Come Early Morning

In that plain brown wrapper over there, behind the name-brand stuff, you’ll find “Come Early Morning.” It’s a generic drama that has good performances but no substance. We keep it on the shelf behind “North Country.”

Actress Joey Lauren Adams makes her writing and directing debut with this feature, and she has cast Ashley Judd as the lead, a small-town Arkansas gal named Lucy. Lucy is a barfly, a fighter, a slut and a drunk, and that’s just what’s on her business card. She prefers one-night stands to dating; “emotionally closed off” is what a therapist would call her, and then she would flip the therapist off and possibly sleep with him.

Now, a woman who looks like Ashley Judd and would rather skip the date and get right to the sex could be very, very popular in certain circles, i.e., with every straight man in America. But she is unhappy with her drunken, wanton ways. Estranged from her father Lowell (Scott Wilson), she shows up at his new apartment to announce she’ll be going to church with him on Sunday morning. He doesn’t say much, but he says OK.

Coincidental with this step forward, Lucy meets a man named Cal (Jeffrey Donovan), who treats her like a lady and doesn’t try to jump her bones the minute he meets her. Unaccustomed to such treatment, Lucy backs away. But gradually, Cal helps her appreciate her own worth.

I’d have to re-watch “Double Jeopardy” again, but I think Judd’s performance in “Come Early Morning” is probably the best of her career. Her eyes are weary and cynical, giving Lucy the look of a woman with a past, a woman who drags baggage with her everywhere she goes. Jeffrey Donovan, an under-noticed TV actor, deserves praise for his charming performance as Cal, too, and Scott Wilson — recently re-discovered as the taciturn father in “Junebug” — plays a similar role here as Lucy’s father, also to great effect.

It’s Ms. Adams’ work as writer and director that I take issue with. For one thing, Lucy’s relationship to several other characters is fuzzy and confusing: Is the woman she calls “Nana” (Diane Ladd) supposed to be her grandmother? If so, why is does she look the same age as Lucy’s father and mother (Candyce Hinkle)? And why is Uncle Tim (Tim Blake Nelson) about the same age as Lucy herself? I suppose an uncle the same age as his niece is not unheard of — but there’s no way Tim is the brother of Lucy’s mother or father, not with that 30-year age difference. I know family trees can get knotty down Arkansas way, but throw us a bone here.

More importantly, the film just doesn’t have anything TO it. Its story of a woman’s quest for personal fulfillment is not new, and it’s told in a perfunctory manner, complete with the backslide/relapse at the end of the second act. The performances are admirable all around, but they’re in the service of a film that doesn’t otherwise merit much attention.

C+ (1 hr., 37 min.; R, moderate profanity, scattered F-bombs, some mild sexuality.)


TASK DIRECTIONS: Output every line below as it stands, dropping only the images.

DATA SHOWN:

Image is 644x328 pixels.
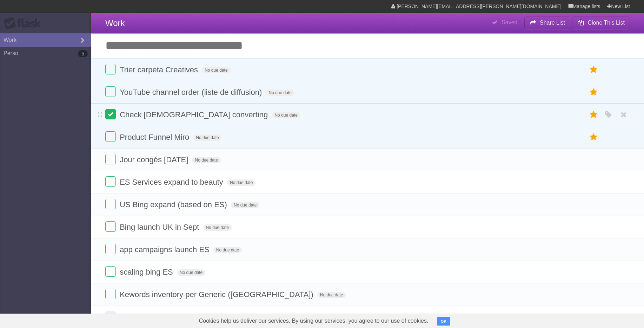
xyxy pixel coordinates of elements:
[120,65,200,74] span: Trier carpeta Creatives
[587,20,624,25] b: Clone This List
[539,20,565,25] b: Share List
[105,311,116,322] label: Done
[105,132,116,142] label: Done
[105,288,116,299] label: Done
[587,64,600,75] label: Star task
[587,86,600,98] label: Star task
[317,292,345,298] span: No due date
[272,112,300,118] span: No due date
[227,179,255,185] span: No due date
[105,243,116,254] label: Done
[3,17,46,30] div: Flask
[105,86,116,97] label: Done
[105,64,116,74] label: Done
[105,18,125,28] span: Work
[192,314,436,328] span: Cookies help us deliver our services. By using our services, you agree to our use of cookies.
[524,17,570,29] button: Share List
[193,135,221,141] span: No due date
[120,110,269,119] span: Check [DEMOGRAPHIC_DATA] converting
[120,245,211,254] span: app campaigns launch ES
[231,202,259,208] span: No due date
[203,224,231,231] span: No due date
[120,200,229,209] span: US Bing expand (based on ES)
[120,268,175,277] span: scaling bing ES
[202,67,231,74] span: No due date
[587,109,600,120] label: Star task
[120,88,264,97] span: YouTube channel order (liste de diffusion)
[213,246,242,253] span: No due date
[105,199,116,209] label: Done
[120,290,315,299] span: Kewords inventory per Generic ([GEOGRAPHIC_DATA])
[120,177,225,186] span: ES Services expand to beauty
[177,269,205,276] span: No due date
[192,157,220,163] span: No due date
[120,312,191,321] span: Refresh copies CTR
[105,176,116,187] label: Done
[105,221,116,231] label: Done
[120,155,190,164] span: Jour congés [DATE]
[105,266,116,277] label: Done
[105,109,116,120] label: Done
[265,90,294,96] span: No due date
[572,17,630,29] button: Clone This List
[587,132,600,143] label: Star task
[436,317,451,326] button: OK
[120,223,200,231] span: Bing launch UK in Sept
[501,19,517,25] b: Saved
[78,50,88,57] b: 5
[120,132,191,141] span: Product Funnel Miro
[105,154,116,164] label: Done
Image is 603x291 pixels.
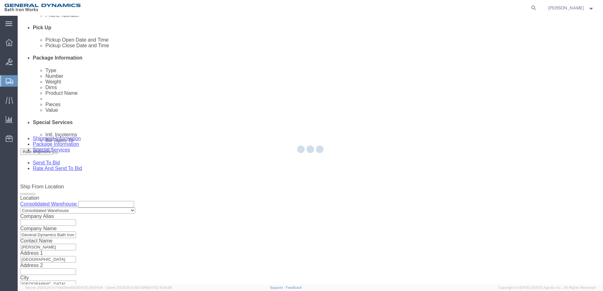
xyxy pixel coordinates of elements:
[286,286,302,290] a: Feedback
[147,286,172,290] span: [DATE] 10:16:38
[77,286,103,290] span: [DATE] 09:51:04
[547,4,594,12] button: [PERSON_NAME]
[498,285,595,291] span: Copyright © [DATE]-[DATE] Agistix Inc., All Rights Reserved
[4,3,82,13] img: logo
[270,286,286,290] a: Support
[106,286,172,290] span: Client: 2025.20.0-8b113f4
[548,4,584,11] span: Darcey Hanson
[25,286,103,290] span: Server: 2025.20.0-710e05ee653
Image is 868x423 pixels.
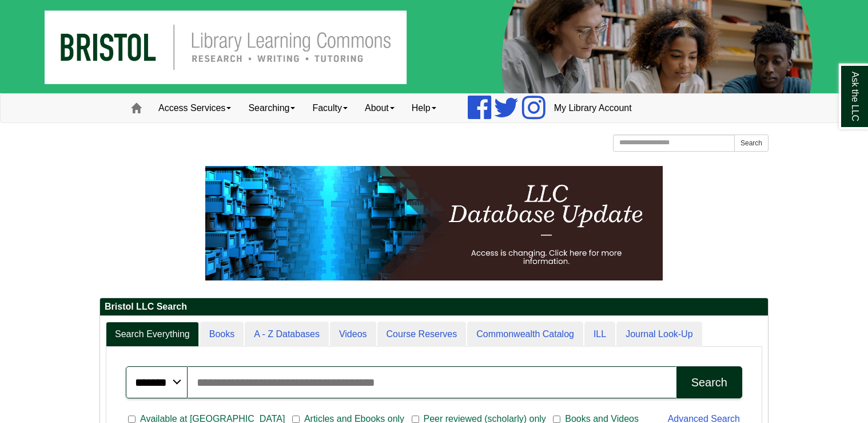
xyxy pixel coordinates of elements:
[206,166,662,281] img: HTML tutorial
[378,322,466,347] a: Course Reserves
[584,322,615,347] a: ILL
[616,322,702,347] a: Journal Look-Up
[244,322,329,347] a: A - Z Databases
[330,322,376,347] a: Videos
[734,134,768,151] button: Search
[676,366,742,398] button: Search
[239,94,304,123] a: Searching
[403,94,445,123] a: Help
[106,322,199,347] a: Search Everything
[100,298,768,316] h2: Bristol LLC Search
[356,94,403,123] a: About
[691,376,727,389] div: Search
[545,94,640,123] a: My Library Account
[304,94,356,123] a: Faculty
[200,322,244,347] a: Books
[150,94,239,123] a: Access Services
[467,322,583,347] a: Commonwealth Catalog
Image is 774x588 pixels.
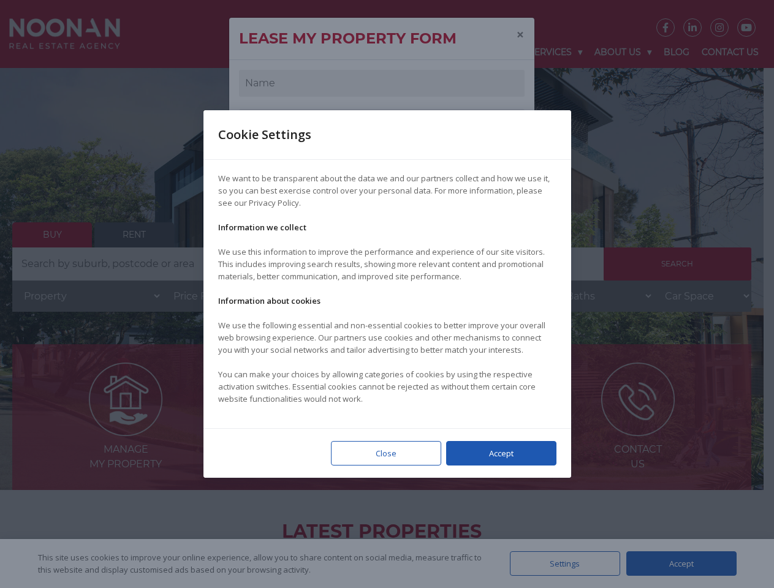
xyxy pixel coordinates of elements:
div: Accept [446,441,557,466]
p: You can make your choices by allowing categories of cookies by using the respective activation sw... [218,368,557,405]
div: Close [331,441,441,466]
strong: Information about cookies [218,295,321,306]
p: We want to be transparent about the data we and our partners collect and how we use it, so you ca... [218,172,557,209]
div: Cookie Settings [218,110,326,159]
p: We use the following essential and non-essential cookies to better improve your overall web brows... [218,319,557,356]
p: We use this information to improve the performance and experience of our site visitors. This incl... [218,246,557,283]
strong: Information we collect [218,222,306,233]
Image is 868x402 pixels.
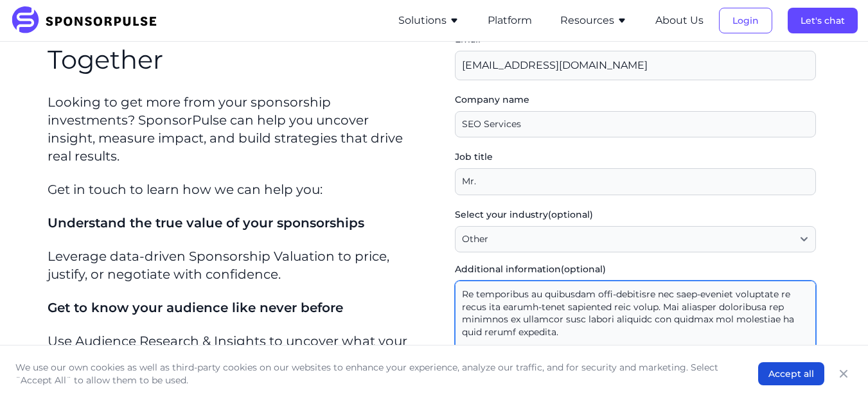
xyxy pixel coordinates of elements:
button: Login [719,8,772,34]
span: Get to know your audience like never before [48,300,343,316]
img: SponsorPulse [10,6,166,35]
label: Additional information (optional) [455,262,816,275]
button: About Us [655,13,704,29]
a: About Us [655,15,704,27]
button: Resources [560,13,627,29]
a: Platform [488,15,531,27]
label: Select your industry (optional) [455,208,816,221]
button: Accept all [758,362,824,385]
span: Understand the true value of your sponsorships [48,215,364,231]
label: Job title [455,151,816,163]
button: Platform [488,13,531,29]
p: Leverage data-driven Sponsorship Valuation to price, justify, or negotiate with confidence. [48,248,419,283]
button: Let's chat [788,8,858,34]
label: Company name [455,93,816,106]
p: We use our own cookies as well as third-party cookies on our websites to enhance your experience,... [16,361,732,387]
a: Login [719,15,772,27]
iframe: Chat Widget [804,341,868,402]
p: Use Audience Research & Insights to uncover what your consumers care about and where your brand f... [48,333,419,368]
button: Solutions [398,13,459,29]
a: Let's chat [788,15,858,27]
p: Looking to get more from your sponsorship investments? SponsorPulse can help you uncover insight,... [48,93,419,165]
p: Get in touch to learn how we can help you: [48,180,419,199]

WORKED SOLUTION:
Image is 644x328 pixels.
xyxy pixel coordinates of elements:
[120,65,200,74] span: Trier carpeta Creatives
[587,20,624,25] b: Clone This List
[539,20,565,25] b: Share List
[105,311,116,322] label: Done
[105,132,116,142] label: Done
[105,288,116,299] label: Done
[587,64,600,75] label: Star task
[587,86,600,98] label: Star task
[317,292,345,298] span: No due date
[272,112,300,118] span: No due date
[227,179,255,185] span: No due date
[105,243,116,254] label: Done
[3,17,46,30] div: Flask
[105,86,116,97] label: Done
[105,64,116,74] label: Done
[105,18,125,28] span: Work
[192,314,436,328] span: Cookies help us deliver our services. By using our services, you agree to our use of cookies.
[524,17,570,29] button: Share List
[193,135,221,141] span: No due date
[120,110,269,119] span: Check [DEMOGRAPHIC_DATA] converting
[120,245,211,254] span: app campaigns launch ES
[231,202,259,208] span: No due date
[203,224,231,231] span: No due date
[120,200,229,209] span: US Bing expand (based on ES)
[120,268,175,277] span: scaling bing ES
[202,67,231,74] span: No due date
[587,109,600,120] label: Star task
[120,88,264,97] span: YouTube channel order (liste de diffusion)
[213,246,242,253] span: No due date
[105,199,116,209] label: Done
[120,290,315,299] span: Kewords inventory per Generic ([GEOGRAPHIC_DATA])
[120,177,225,186] span: ES Services expand to beauty
[177,269,205,276] span: No due date
[192,157,220,163] span: No due date
[120,312,191,321] span: Refresh copies CTR
[105,176,116,187] label: Done
[105,221,116,231] label: Done
[120,155,190,164] span: Jour congés [DATE]
[105,266,116,277] label: Done
[105,109,116,120] label: Done
[265,90,294,96] span: No due date
[572,17,630,29] button: Clone This List
[587,132,600,143] label: Star task
[436,317,451,326] button: OK
[120,223,200,231] span: Bing launch UK in Sept
[501,19,517,25] b: Saved
[78,50,88,57] b: 5
[120,132,191,141] span: Product Funnel Miro
[105,154,116,164] label: Done
Image is 603x291 pixels.
xyxy pixel coordinates of elements:
[286,286,302,290] a: Feedback
[147,286,172,290] span: [DATE] 10:16:38
[77,286,103,290] span: [DATE] 09:51:04
[547,4,594,12] button: [PERSON_NAME]
[498,285,595,291] span: Copyright © [DATE]-[DATE] Agistix Inc., All Rights Reserved
[4,3,82,13] img: logo
[270,286,286,290] a: Support
[106,286,172,290] span: Client: 2025.20.0-8b113f4
[548,4,584,11] span: Darcey Hanson
[25,286,103,290] span: Server: 2025.20.0-710e05ee653
Image is 868x423 pixels.
xyxy pixel coordinates of elements:
[206,166,662,281] img: HTML tutorial
[378,322,466,347] a: Course Reserves
[584,322,615,347] a: ILL
[616,322,702,347] a: Journal Look-Up
[244,322,329,347] a: A - Z Databases
[330,322,376,347] a: Videos
[734,134,768,151] button: Search
[676,366,742,398] button: Search
[239,94,304,123] a: Searching
[403,94,445,123] a: Help
[106,322,199,347] a: Search Everything
[100,298,768,316] h2: Bristol LLC Search
[356,94,403,123] a: About
[691,376,727,389] div: Search
[545,94,640,123] a: My Library Account
[304,94,356,123] a: Faculty
[200,322,244,347] a: Books
[150,94,239,123] a: Access Services
[467,322,583,347] a: Commonwealth Catalog
Image is 774x588 pixels.
xyxy pixel coordinates of elements:
div: Accept [446,441,557,466]
p: You can make your choices by allowing categories of cookies by using the respective activation sw... [218,368,557,405]
div: Close [331,441,441,466]
strong: Information about cookies [218,295,321,306]
p: We want to be transparent about the data we and our partners collect and how we use it, so you ca... [218,172,557,209]
div: Cookie Settings [218,110,326,159]
p: We use the following essential and non-essential cookies to better improve your overall web brows... [218,319,557,356]
p: We use this information to improve the performance and experience of our site visitors. This incl... [218,246,557,283]
strong: Information we collect [218,222,306,233]
Image is 868x402 pixels.
xyxy pixel coordinates of elements:
button: Login [719,8,772,34]
span: Get to know your audience like never before [48,300,343,316]
img: SponsorPulse [10,6,166,35]
label: Additional information (optional) [455,262,816,275]
button: About Us [655,13,704,29]
a: About Us [655,15,704,27]
button: Resources [560,13,627,29]
a: Platform [488,15,531,27]
label: Select your industry (optional) [455,208,816,221]
button: Accept all [758,362,824,385]
span: Understand the true value of your sponsorships [48,215,364,231]
label: Job title [455,151,816,163]
button: Platform [488,13,531,29]
p: Leverage data-driven Sponsorship Valuation to price, justify, or negotiate with confidence. [48,248,419,283]
button: Let's chat [788,8,858,34]
label: Company name [455,93,816,106]
p: We use our own cookies as well as third-party cookies on our websites to enhance your experience,... [16,361,732,387]
a: Login [719,15,772,27]
iframe: Chat Widget [804,341,868,402]
p: Use Audience Research & Insights to uncover what your consumers care about and where your brand f... [48,333,419,368]
button: Solutions [398,13,459,29]
a: Let's chat [788,15,858,27]
p: Looking to get more from your sponsorship investments? SponsorPulse can help you uncover insight,... [48,93,419,165]
p: Get in touch to learn how we can help you: [48,180,419,199]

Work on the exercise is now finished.